‘Blind Sheikh’ Trade Center bomber Omar Abdel-Rahman dies in prison
He was convicted of bombing the World Trade Center in 1993
The "Blind Sheikh" Omar Abdel-Rahman has died in prison aged 78, according to US officials.
His son, Ammar, said he had been phoned by a US representative to say his father had died in prison in South Carolina.
The Egyptian leader was convicted of bombing the World Trade Center in New York in 1993 and sentenced to life in prison in 1996 at the age of 55.
He was one of six suspects in that car-bomb attack which killed six people and injured about 1,000 others.
The blind cleric was the spiritual leader of Islamic group Al-Gama Al-Islamiyya, which was suspected to be behind attacks such as the 1997 massacre that killed 62 people in Luxor, Egypt.
He also plotted to blow up the Holland Lincoln tunnels as well as other New York landmarks, like the United Nations and the New York headquarters of the FBI.
He was also involved in an assassination bid against Egyptian President Hosni Mubarak.
In the 1990s, he pled not guilty to accusations that he, along with 15 other suspects, had been conspiring to "wage a war of urban terrorism against the United States".
At his sentencing he gave a statement that lasted over an hour and encouraged his followers to stand up to "infidel" America.
"America will go and be withered and this civilization will be destroyed," Abdel-Rahman said. "Nothing will remain. We will not kneel."
"The prosecution wants that we should kneel and be subservient to America and obey America," he added, "but we do not kneel to anyone, except to God."
Five years after he was sent to prison, terrorists from Saudi Arabia came to the US, learnt how to fly planes and bombed the Twin Towers again, killing more than 2,000 people.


### ACTION ITEM
Where does the word "arrow" occur in the entries below? Copy every line that has it.

### RECORDS FOR THE TASK
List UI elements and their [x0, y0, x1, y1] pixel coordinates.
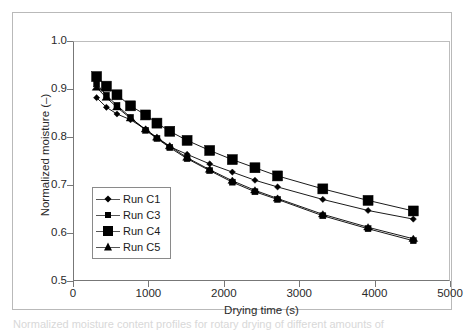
legend-marker-icon: [95, 224, 121, 238]
series-data-point: [112, 90, 122, 100]
series-data-point: [182, 135, 192, 145]
series-data-point: [273, 171, 283, 181]
legend-item-run-c5[interactable]: Run C5: [95, 239, 168, 255]
legend-marker-icon: [95, 192, 121, 206]
legend-label: Run C5: [121, 241, 160, 253]
y-axis-tick: [67, 41, 73, 42]
series-data-point: [363, 195, 373, 205]
series-data-point: [165, 126, 175, 136]
series-data-point: [114, 111, 120, 117]
x-axis-tick-label: 1000: [118, 287, 178, 299]
y-axis-tick: [67, 233, 73, 234]
figure-caption: Normalized moisture content profiles for…: [13, 318, 453, 330]
legend-marker-square-small-icon: [105, 212, 111, 218]
legend-marker-triangle-icon: [104, 243, 112, 251]
series-data-point: [101, 81, 111, 91]
series-data-point: [250, 163, 260, 173]
legend-item-run-c3[interactable]: Run C3: [95, 207, 168, 223]
figure-container: 0.50.60.70.80.91.0 Run C1Run C3Run C4Run…: [0, 0, 465, 331]
y-axis-tick-label: 1.0: [21, 35, 67, 46]
series-data-point: [141, 110, 151, 120]
y-axis-tick: [67, 89, 73, 90]
legend-item-run-c4[interactable]: Run C4: [95, 223, 168, 239]
series-data-point: [408, 206, 418, 216]
x-axis-tick-label: 2000: [194, 287, 254, 299]
legend-marker-diamond-icon: [104, 195, 111, 202]
x-axis-title: Drying time (s): [73, 304, 450, 316]
y-axis-tick: [67, 137, 73, 138]
series-data-point: [274, 184, 280, 190]
figure-frame: 0.50.60.70.80.91.0 Run C1Run C3Run C4Run…: [12, 12, 452, 310]
series-data-point: [410, 216, 416, 222]
legend-label: Run C4: [121, 225, 160, 237]
y-axis-title: Normalized moisture (–): [39, 55, 51, 255]
chart-legend: Run C1Run C3Run C4Run C5: [92, 187, 171, 259]
series-data-point: [229, 169, 235, 175]
y-axis-tick-label: 0.5: [21, 275, 67, 286]
x-axis-tick-label: 5000: [420, 287, 465, 299]
legend-marker-square-large-icon: [103, 226, 113, 236]
legend-label: Run C3: [121, 209, 160, 221]
x-axis-tick-label: 3000: [269, 287, 329, 299]
y-axis-tick: [67, 185, 73, 186]
x-axis-tick-label: 4000: [345, 287, 405, 299]
legend-item-run-c1[interactable]: Run C1: [95, 191, 168, 207]
series-data-point: [318, 184, 328, 194]
series-data-point: [152, 118, 162, 128]
series-data-point: [126, 101, 136, 111]
x-axis-tick-label: 0: [43, 287, 103, 299]
series-data-point: [252, 177, 258, 183]
series-data-point: [227, 155, 237, 165]
legend-label: Run C1: [121, 193, 160, 205]
series-data-point: [205, 145, 215, 155]
series-data-point: [320, 196, 326, 202]
series-data-point: [92, 72, 102, 82]
legend-marker-icon: [95, 240, 121, 254]
series-data-point: [365, 207, 371, 213]
legend-marker-icon: [95, 208, 121, 222]
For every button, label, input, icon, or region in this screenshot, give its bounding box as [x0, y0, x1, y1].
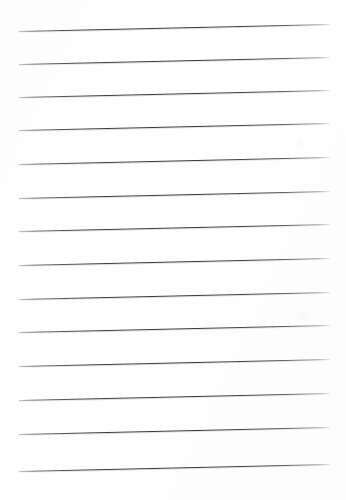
- paper-surface: [0, 0, 346, 500]
- lined-paper-page: [0, 0, 346, 500]
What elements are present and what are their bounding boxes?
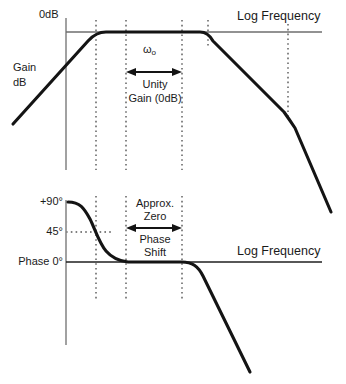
phase-shift-label-line2: Zero	[114, 211, 196, 223]
center-frequency-label: ωo	[143, 44, 156, 59]
gain-x-axis-label: Log Frequency	[237, 11, 320, 23]
unity-gain-label-line2: Gain (0dB)	[114, 93, 196, 105]
bode-plot-figure: 0dB Log Frequency Gain dB ωo Unity Gain …	[0, 0, 346, 384]
gain-y-axis-label-line2: dB	[13, 77, 26, 89]
phase-tick-plus90-label: +90°	[6, 196, 63, 208]
phase-tick-45-label: 45°	[6, 226, 63, 238]
phase-shift-label-line4: Shift	[114, 247, 196, 259]
phase-shift-label-line3: Phase	[114, 234, 196, 246]
unity-gain-span-arrow	[126, 68, 182, 76]
phase-x-axis-label: Log Frequency	[237, 246, 320, 258]
gain-y-axis-label-line1: Gain	[13, 62, 36, 74]
gain-curve	[13, 32, 331, 212]
unity-gain-label-line1: Unity	[114, 79, 196, 91]
bode-plot-graphics	[0, 0, 346, 384]
omega-symbol: ω	[143, 43, 152, 55]
gain-zero-db-label: 0dB	[39, 9, 59, 21]
phase-shift-span-arrow	[126, 224, 182, 232]
omega-subscript: o	[152, 48, 156, 57]
phase-tick-zero-label: Phase 0°	[0, 256, 63, 268]
phase-shift-label-line1: Approx.	[114, 198, 196, 210]
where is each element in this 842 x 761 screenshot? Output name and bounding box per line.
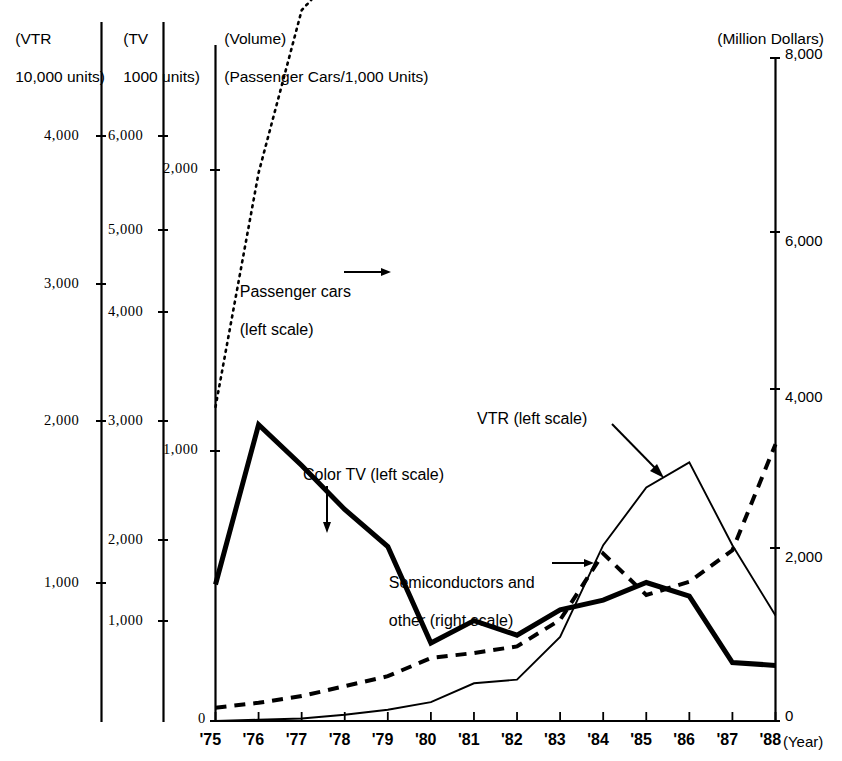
axis-lines (102, 22, 777, 722)
leader-vtr (612, 424, 658, 471)
series-line-semiconductors (216, 444, 776, 708)
leader-arrow-color-tv (323, 522, 331, 533)
leader-semiconductors-up (594, 543, 618, 563)
data-series (216, 0, 776, 721)
series-line-vtr (216, 462, 776, 721)
series-line-color (216, 425, 776, 666)
annotation-leaders (323, 268, 664, 567)
chart-figure: (VTR 10,000 units) (TV 1000 units) (Volu… (0, 0, 842, 761)
series-line-passenger (216, 0, 776, 407)
plot-area (0, 0, 842, 761)
axis-ticks (96, 58, 780, 721)
leader-arrow-passenger-cars (381, 268, 391, 276)
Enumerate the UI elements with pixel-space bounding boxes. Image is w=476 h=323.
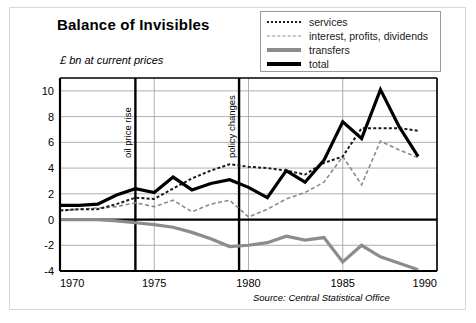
y-axis-tick-label: 8 [48, 111, 54, 123]
x-axis-tick-label: 1990 [413, 277, 437, 289]
legend-swatch-transfers-icon [267, 45, 301, 55]
legend-item-interest-profits-dividends: interest, profits, dividends [261, 29, 440, 42]
legend-item-total: total [261, 57, 440, 70]
legend-label-interest-profits-dividends: interest, profits, dividends [309, 30, 428, 42]
x-axis-tick-label: 1975 [142, 277, 166, 289]
legend-swatch-total-icon [267, 59, 301, 69]
chart-figure: Balance of Invisibles £ bn at current pr… [0, 0, 476, 323]
y-axis-tick-label: -2 [44, 239, 54, 251]
y-axis-tick-label: 10 [42, 85, 54, 97]
legend-swatch-interest-profits-dividends-icon [267, 31, 301, 41]
x-axis-tick-label: 1980 [236, 277, 260, 289]
y-axis-tick-label: 4 [48, 162, 54, 174]
y-axis-tick-label: -4 [44, 265, 54, 277]
legend-item-services: services [261, 15, 440, 28]
source-note: Source: Central Statistical Office [253, 292, 390, 303]
legend-label-transfers: transfers [309, 44, 350, 56]
annotation-label-2: policy changes [226, 95, 237, 158]
x-axis-tick-label: 1985 [331, 277, 355, 289]
legend-label-total: total [309, 58, 329, 70]
y-axis-tick-label: 0 [48, 214, 54, 226]
chart-legend: services interest, profits, dividends tr… [260, 11, 441, 72]
legend-label-services: services [309, 16, 348, 28]
x-axis-tick-label: 1970 [60, 277, 84, 289]
legend-swatch-services-icon [267, 17, 301, 27]
y-axis-tick-label: 6 [48, 136, 54, 148]
y-axis-tick-label: 2 [48, 188, 54, 200]
annotation-label-1: oil price rise [122, 107, 133, 158]
legend-item-transfers: transfers [261, 43, 440, 56]
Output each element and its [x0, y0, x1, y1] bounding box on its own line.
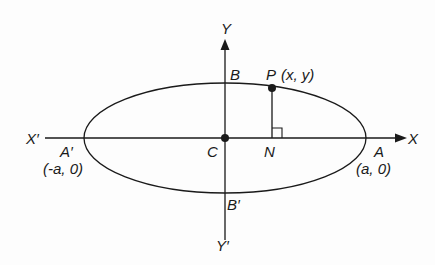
- diagram-graphics: [0, 0, 435, 265]
- label-y-axis: Y: [221, 21, 231, 36]
- x-axis-arrow-icon: [395, 134, 407, 143]
- label-b: B: [230, 67, 240, 82]
- label-p-coords: (x, y): [281, 67, 314, 82]
- y-axis-arrow-icon: [221, 39, 230, 50]
- label-a-prime-coords: (-a, 0): [43, 161, 83, 176]
- label-a: A: [374, 144, 384, 159]
- right-angle-marker: [272, 128, 282, 138]
- label-a-coords: (a, 0): [356, 161, 391, 176]
- label-c: C: [207, 144, 218, 159]
- label-x-axis: X: [408, 131, 418, 146]
- ellipse-diagram: Y B P (x, y) X′ A′ (-a, 0) C N X A (a, 0…: [0, 0, 435, 265]
- point-c-dot: [221, 134, 229, 142]
- label-n: N: [264, 144, 275, 159]
- label-x-negative: X′: [26, 131, 39, 146]
- label-y-negative: Y′: [216, 238, 229, 253]
- point-p-dot: [268, 84, 276, 92]
- label-a-prime: A′: [60, 144, 73, 159]
- label-b-prime: B′: [227, 197, 240, 212]
- label-p: P: [266, 67, 276, 82]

### SOLUTION FOR THIS EXERCISE
unity-gain-span-arrow	[126, 68, 182, 76]
phase-shift-span-arrow	[126, 224, 182, 232]
leader-arrow-color-tv (323, 522, 331, 533)
leader-arrow-passenger-cars (381, 268, 391, 276)
- x-axis-arrow-icon: [395, 134, 407, 143]
- y-axis-arrow-icon: [221, 39, 230, 50]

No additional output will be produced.